The region needs to develop habits of consultation and cooperation on such issues now while conditions are favourable. In just the third year of its existence, the ASEAN Regional Forum in Brunei last year provided the unique opportunity for all the regional powers to discuss security issues at the same table. The fact that our Foreign Ministers were able to discuss, in a non-confrontational way, the sensitive issue of competing claims to the South China Sea represented a considerable achievement.
The first stages - where we are now - involve confidence-building and preventive diplomacy. I hope that we will be able to move in the years ahead, to develop enhanced frameworks for regional conflict resolution. Finally, I should note that the longer term security question that faces us all is how to secure a world free of nuclear weapons. New Zealand breathed a sigh of relief when France agreed to stop testing for all time in the Pacific. That decision was reached after years of persuasion, protest and debate. We urge China to follow suit and cease its testing programme.
We have also welcomed the decision of France, the United States and the United Kingdom to agree to sign the Protocols to the South Pacific Nuclear Free Zone Treaty. That Treaty, and a network of similar agreements now in place for South East Asia, Latin America and the African Continent, mean that the vision of a southern hemisphere free of nuclear weapons, is now in prospect. New Zealand will continue to work towards achieving that goal, as a step towards global nuclear disarmament. We also strongly support the signing this year of a Comprehensive Test Ban Treaty.

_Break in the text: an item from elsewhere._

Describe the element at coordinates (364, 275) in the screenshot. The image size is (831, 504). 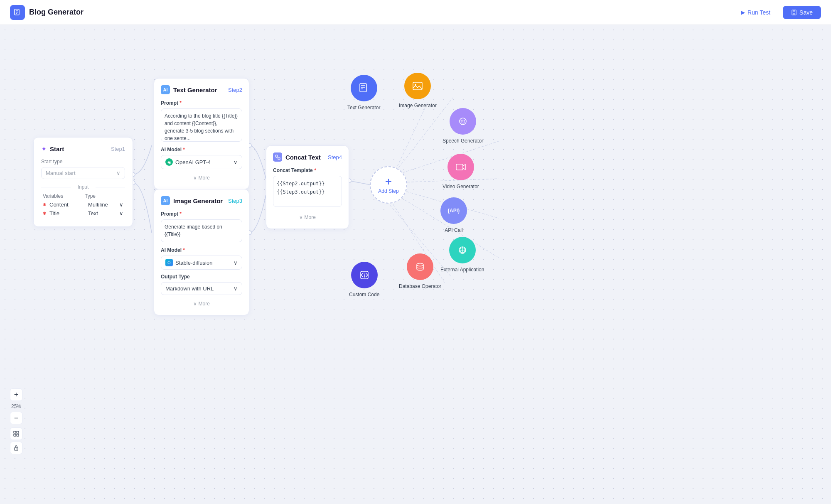
I see `palette-circle-custom` at that location.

New Zealand has also made submissions to the International Court of Justice, calling on the Court to declare that the use or threat of use of nuclear weapons should be illegal at international law. I raise this important security issue at this Asia Society conference because of my growing concern - which is shared by many others. That is, if the five existing nuclear powers do not commit themselves to actively work towards first significant further reductions and second the elimination of their nuclear arsenals then other nations - some of them here in Asia - may decide that they too should acquire nuclear weapons.

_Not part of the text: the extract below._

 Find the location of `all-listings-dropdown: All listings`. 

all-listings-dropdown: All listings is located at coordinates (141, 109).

That would be disastrous. Any expansion in the number of nuclear states is a threat to everyone, and would be contrary to the stability and prosperity that we seek in Asia, and elsewhere. There is much work to be done in this area of international policy and New Zealand will work with other countries who seek to make progress. Mr Chairman, as we consider the topic of Korea and the region, I want to salute Korea's emergence as a leading and successful participant in the global trading economy, and President Kim's role in consolidating the process of democratisation.
We all have an interest in the progressive and successful liberalisation of Korea's economy by President Kim and his government. My own country's experience demonstrates that a bold and farsighted programme of reforms can, and will, generate economic and social benefits. But no country - however large or small - can achieve this task alone. The pursuit of open international rules for trade and investment, and the resolution of underlying security and political tensions, are tasks which involve us all. I am confident that Korea and New Zealand will play their role in the pursuit of these common objectives.
They are, in fact, objectives that bind us all together in our Asia-Pacific community.